Military, National

Top ISIS Commander Killed as Battle Continues in Mosul


Washington, DC–(ENEWSPF)–November 12, 2016

By Mark Sumner

TOPSHOT - A Kurdish girl wears her relative's assault rifle and ammunition belt as she waits at the  Iraqi Kurdish Shaqouli checkpoint, some 35 kilometres east of Mosul, on November 10, 2016. .Since the start of the Mosul offensive the Kurds have moved their border some 10 kms closer to Iraq's second city, marking it out with a line in the sand. / AFP / Odd ANDERSEN        (Photo credit should read ODD ANDERSEN/AFP/Getty Images)

A Kurdish girl at the Iraqi Kurdish Shaqouli checkpoint

Not every ISIS leader made it out of Mosul. On Friday, both Iraqi forces and ISIS confirmed the death of a high-ranking leader.

Mahmoud Shukri al Nuaimi, a senior figure in the militant setup who also is known as “Sheikh Faris,” was killed in a coalition airstrike in western Mosul on Tuesday, the sources said.

al Nuaimi was one of around 1,200 ISIS fighters killed so far in the push to take one of the two cities remaining under ISIS control. Other ISIS leaders are attempting to flee.

In some neighborhoods, residents say, local ISIS commanders have started fleeing, leaving behind trained teenage ISIS combatants to fight Iraqi forces.

The Mosul residents CNN spoke with say they fear the teenage fighters as much, if not more, than other ISIS fighters because they have been brainwashed, have no fear and have a great amount of zealotry after being indoctrinated and trained for two years.

Though forces are continuing to move in and free residents from ISIS control, progress isn’t coming fast enough for some.

With the city encircled by forces from the Iraqi army in the south, Kurdish forces in the north, and a coalition of militia blocking roads to the west, it’s unclear that ISIS leaders can do more than hide. However, they can still cause terror and death.

As ISIS loses ground in Mosul, they have been executing men they accuse of spying for the Iraqi military.

Some witnesses say dozens of bodies are being left at junctions across the city — stark warnings to residents not to collaborate with the incoming Iraqi forces. They are not being removed as residents fear reprisals from ISIS militants.

Meanwhile, even in areas that have been liberated from ISIS, Mosul residents worry that the city’s once tolerant nature may have been lost forever.

But now that his town, an early target of the Iraqi security forces as they advance on Mosul itself, has been cleared of the Islamic State forces, it is not jubilation [Christian farmer Mosa Zachariah] feels, but fear of what awaits him if he tries to return. He wistfully talked about his city’s diversity as something completely unattainable now. “In that time, the Muslims and Christians were like brothers,” he said.

Shiites also used to call Mosul home, but many now fear to return after first the US invasion, then ISIS and now the battle to recapture the city, have torn friendships and created an environment where diversity isn’t seen as a virtue.

Before the Islamic State’s occupation began more than two years ago, Mosul was Iraq’s most diverse city. Its rich culture, stretching back to the ancient Assyrians, and reputation for tolerance made it a vital symbol of an Iraq that could at least aspire to being a unified and whole nation.

Now, as Mosul’s exiled civilians watch the battle for their city unfold, the only thing they seem to have in common is the belief that they once shared a special history that can never be reclaimed.

If Mosul is to really be “liberated,” officials are going to need to work at least as hard after the battle as during in order to return the city’s character.

Mosul is a truly ancient city. It adjoins the ruins of Nineveh and indigenous Assyrians who live there today still refer to the city by that name. It’s a fretwork of cultures and ideas built up over 5,000 years that has survived the rise and fall of empires—and it’s the place Jonah was supposed to go and cry “doom” before he resisted and ended up swallowed by a fish. There’s no doubt the city can be retaken from ISIS, it’s less clear that the city’s character will survive.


● Task brief
From the entries below, copy every line holding the word "half".

──────── Dataset entries

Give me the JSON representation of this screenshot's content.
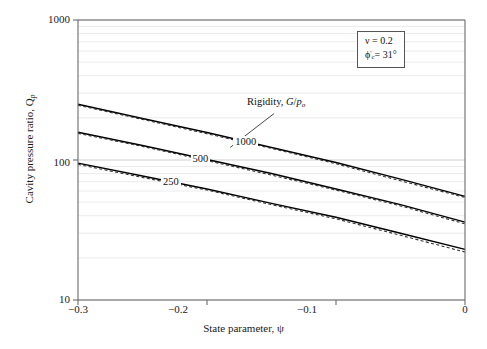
{
  "chart_data": {
    "type": "line",
    "title": "",
    "xlabel": "State parameter, ψ",
    "ylabel": "Cavity pressure ratio, Qₒ",
    "xlim": [
      -0.3,
      0
    ],
    "ylim": [
      10,
      1000
    ],
    "yscale": "log",
    "xscale": "linear",
    "grid": true,
    "grid_style": "horizontal minor log gridlines, light gray",
    "xticks": [
      -0.3,
      -0.2,
      -0.1,
      0
    ],
    "xtick_labels": [
      "−0.3",
      "−0.2",
      "−0.1",
      "0"
    ],
    "yticks": [
      10,
      100,
      1000
    ],
    "ytick_labels": [
      "10",
      "100",
      "1000"
    ],
    "legend_position": "inline curve labels",
    "annotations": [
      {
        "name": "rigidity-callout",
        "text": "Rigidity, G/pₒ",
        "leader_from": [
          -0.2,
          248
        ],
        "leader_to": [
          -0.16,
          160
        ]
      },
      {
        "name": "parameter-box",
        "lines": [
          "ν = 0.2",
          "ϕ'ᶜ = 31°"
        ]
      }
    ],
    "series": [
      {
        "name": "1000",
        "label": "1000",
        "style": "solid",
        "color": "#000000",
        "label_at_x": -0.17,
        "x": [
          -0.3,
          -0.25,
          -0.2,
          -0.15,
          -0.1,
          -0.05,
          0
        ],
        "y": [
          250,
          198,
          157,
          123,
          96,
          73,
          55
        ]
      },
      {
        "name": "1000-dashed",
        "label": "",
        "style": "dashed",
        "color": "#333333",
        "x": [
          -0.3,
          -0.25,
          -0.2,
          -0.15,
          -0.1,
          -0.05,
          0
        ],
        "y": [
          246,
          195,
          154,
          121,
          94,
          71,
          54
        ]
      },
      {
        "name": "500",
        "label": "500",
        "style": "solid",
        "color": "#000000",
        "label_at_x": -0.205,
        "x": [
          -0.3,
          -0.25,
          -0.2,
          -0.15,
          -0.1,
          -0.05,
          0
        ],
        "y": [
          158,
          127,
          101,
          80,
          62,
          48,
          36
        ]
      },
      {
        "name": "500-dashed",
        "label": "",
        "style": "dashed",
        "color": "#333333",
        "x": [
          -0.3,
          -0.25,
          -0.2,
          -0.15,
          -0.1,
          -0.05,
          0
        ],
        "y": [
          155,
          125,
          99,
          78,
          61,
          47,
          35
        ]
      },
      {
        "name": "250",
        "label": "250",
        "style": "solid",
        "color": "#000000",
        "label_at_x": -0.228,
        "x": [
          -0.3,
          -0.25,
          -0.2,
          -0.15,
          -0.1,
          -0.05,
          0
        ],
        "y": [
          95,
          77,
          62,
          49,
          39,
          30,
          23
        ]
      },
      {
        "name": "250-dashed",
        "label": "",
        "style": "dashed",
        "color": "#333333",
        "x": [
          -0.3,
          -0.25,
          -0.2,
          -0.15,
          -0.1,
          -0.05,
          0
        ],
        "y": [
          93,
          75,
          61,
          48,
          38,
          29,
          22
        ]
      }
    ]
  },
  "axes": {
    "xlabel": "State parameter, ψ",
    "ylabel_prefix": "Cavity pressure ratio, Q",
    "ylabel_sub": "p",
    "xtick_labels": [
      "−0.3",
      "−0.2",
      "−0.1",
      "0"
    ],
    "ytick_labels": [
      "1000",
      "100",
      "10"
    ]
  },
  "annotations": {
    "rigidity_prefix": "Rigidity, ",
    "rigidity_symbol_g": "G",
    "rigidity_slash": "/",
    "rigidity_symbol_p": "p",
    "rigidity_sub": "o",
    "param_nu": "ν = 0.2",
    "param_phi_symbol": "ϕ",
    "param_phi_prime": "'",
    "param_phi_sub": "c",
    "param_phi_value": "= 31°"
  },
  "curve_labels": {
    "top": "1000",
    "middle": "500",
    "bottom": "250"
  },
  "colors": {
    "axis": "#6b6b6b",
    "grid": "#d9d9d9",
    "curve_solid": "#000000",
    "curve_dashed": "#3a3a3a",
    "text": "#1a1a1a"
  }
}
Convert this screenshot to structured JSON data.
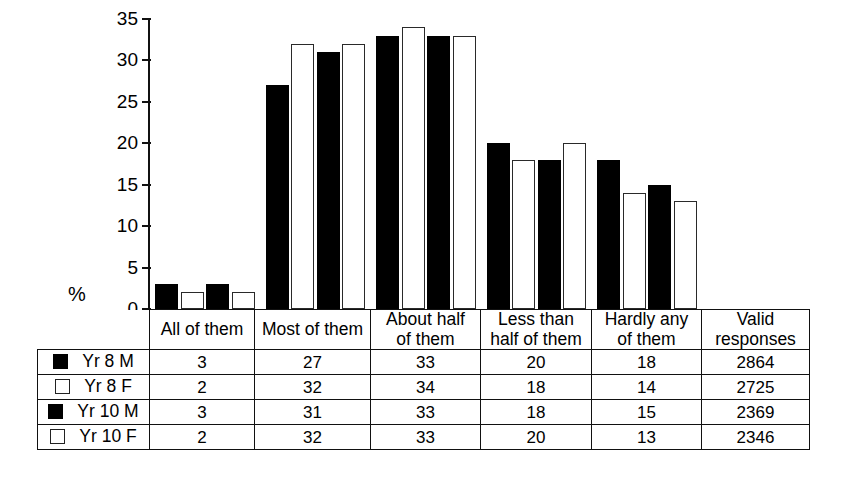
{
  "chart_data": {
    "type": "bar",
    "title": "",
    "xlabel": "",
    "ylabel": "%",
    "ylim": [
      0,
      35
    ],
    "yticks": [
      0,
      5,
      10,
      15,
      20,
      25,
      30,
      35
    ],
    "grid": false,
    "legend_position": "table-left-column",
    "categories": [
      "All of them",
      "Most of them",
      "About half of them",
      "Less than half of them",
      "Hardly any of them"
    ],
    "series": [
      {
        "name": "Yr 8 M",
        "marker": "filled-square",
        "values": [
          3,
          27,
          33,
          20,
          18
        ],
        "valid_responses": 2864
      },
      {
        "name": "Yr 8 F",
        "marker": "open-square",
        "values": [
          2,
          32,
          34,
          18,
          14
        ],
        "valid_responses": 2725
      },
      {
        "name": "Yr 10 M",
        "marker": "filled-square",
        "values": [
          3,
          31,
          33,
          18,
          15
        ],
        "valid_responses": 2369
      },
      {
        "name": "Yr 10 F",
        "marker": "open-square",
        "values": [
          2,
          32,
          33,
          20,
          13
        ],
        "valid_responses": 2346
      }
    ]
  },
  "axis": {
    "y_label": "%",
    "ticks": [
      "35",
      "30",
      "25",
      "20",
      "15",
      "10",
      "5",
      "0"
    ]
  },
  "table": {
    "headers": [
      {
        "line1": "All of them",
        "line2": ""
      },
      {
        "line1": "Most of them",
        "line2": ""
      },
      {
        "line1": "About half",
        "line2": "of them"
      },
      {
        "line1": "Less than",
        "line2": "half of them"
      },
      {
        "line1": "Hardly any",
        "line2": "of them"
      },
      {
        "line1": "Valid",
        "line2": "responses"
      }
    ],
    "rows": [
      {
        "label": "Yr 8 M",
        "marker": "filled",
        "cells": [
          "3",
          "27",
          "33",
          "20",
          "18",
          "2864"
        ]
      },
      {
        "label": "Yr 8 F",
        "marker": "open",
        "cells": [
          "2",
          "32",
          "34",
          "18",
          "14",
          "2725"
        ]
      },
      {
        "label": "Yr 10 M",
        "marker": "filled",
        "cells": [
          "3",
          "31",
          "33",
          "18",
          "15",
          "2369"
        ]
      },
      {
        "label": "Yr 10 F",
        "marker": "open",
        "cells": [
          "2",
          "32",
          "33",
          "20",
          "13",
          "2346"
        ]
      }
    ]
  }
}
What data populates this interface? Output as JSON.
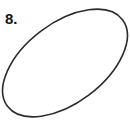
{
  "figure": {
    "background_color": "#ffffff",
    "width": 130,
    "height": 130,
    "item_label": "8.",
    "item_label_color": "#141414",
    "shape": {
      "name": "ellipse",
      "stroke_color": "#2b2b2b",
      "stroke_width": 1.6,
      "fill": "none",
      "center_x": 65,
      "center_y": 63,
      "semi_major_axis": 72,
      "semi_minor_axis": 40,
      "rotation_degrees": -37,
      "bounding_box": {
        "left": 5,
        "top": 3,
        "right": 125,
        "bottom": 123
      }
    }
  }
}
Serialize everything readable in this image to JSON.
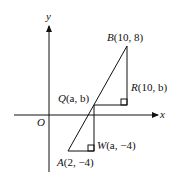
{
  "axes": {
    "x_label": "x",
    "y_label": "y",
    "origin_label": "O"
  },
  "points": {
    "B": {
      "name": "B",
      "coords": "(10, 8)"
    },
    "R": {
      "name": "R",
      "coords": "(10, b)"
    },
    "Q": {
      "name": "Q",
      "coords": "(a, b)"
    },
    "W": {
      "name": "W",
      "coords": "(a, −4)"
    },
    "A": {
      "name": "A",
      "coords": "(2, −4)"
    }
  },
  "colors": {
    "stroke": "#111111",
    "background": "#ffffff"
  }
}
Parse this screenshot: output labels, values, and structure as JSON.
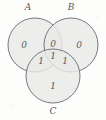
{
  "figure": {
    "background_color": "#fdfdfc",
    "circle_fill": "#e9e9e6",
    "circle_stroke": "#6b6b70",
    "text_color": "#5a5a5e"
  },
  "sets": [
    {
      "id": "A",
      "label": "A",
      "label_x": 28,
      "label_y": 7,
      "cx": 35,
      "cy": 45,
      "r": 27
    },
    {
      "id": "B",
      "label": "B",
      "label_x": 71,
      "label_y": 7,
      "cx": 71,
      "cy": 45,
      "r": 27
    },
    {
      "id": "C",
      "label": "C",
      "label_x": 53,
      "label_y": 111,
      "cx": 53,
      "cy": 76,
      "r": 27
    }
  ],
  "regions": [
    {
      "id": "A-only",
      "name": "a-only-region",
      "value": "0",
      "x": 24,
      "y": 45
    },
    {
      "id": "AB",
      "name": "a-b-region",
      "value": "0",
      "x": 53,
      "y": 44
    },
    {
      "id": "B-only",
      "name": "b-only-region",
      "value": "0",
      "x": 79,
      "y": 45
    },
    {
      "id": "AC",
      "name": "a-c-region",
      "value": "1",
      "x": 41,
      "y": 61
    },
    {
      "id": "ABC",
      "name": "a-b-c-region",
      "value": "1",
      "x": 53,
      "y": 56
    },
    {
      "id": "BC",
      "name": "b-c-region",
      "value": "1",
      "x": 65,
      "y": 61
    },
    {
      "id": "C-only",
      "name": "c-only-region",
      "value": "1",
      "x": 53,
      "y": 86
    }
  ],
  "chart_data": {
    "type": "table",
    "categories": [
      "A only",
      "A∩B",
      "B only",
      "A∩C",
      "A∩B∩C",
      "B∩C",
      "C only"
    ],
    "values": [
      0,
      0,
      0,
      1,
      1,
      1,
      1
    ],
    "legend": [
      "A",
      "B",
      "C"
    ],
    "xlabel": "",
    "ylabel": ""
  }
}
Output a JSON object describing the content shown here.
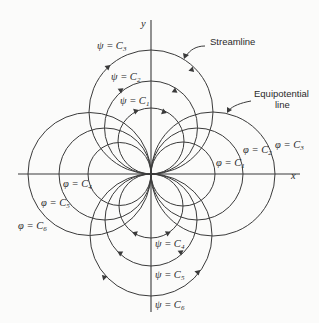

────────────────

● Solution for this problem
      "About half of them",
      "Less than half of them",
        "line1": "About half",
        "line2": "half of them"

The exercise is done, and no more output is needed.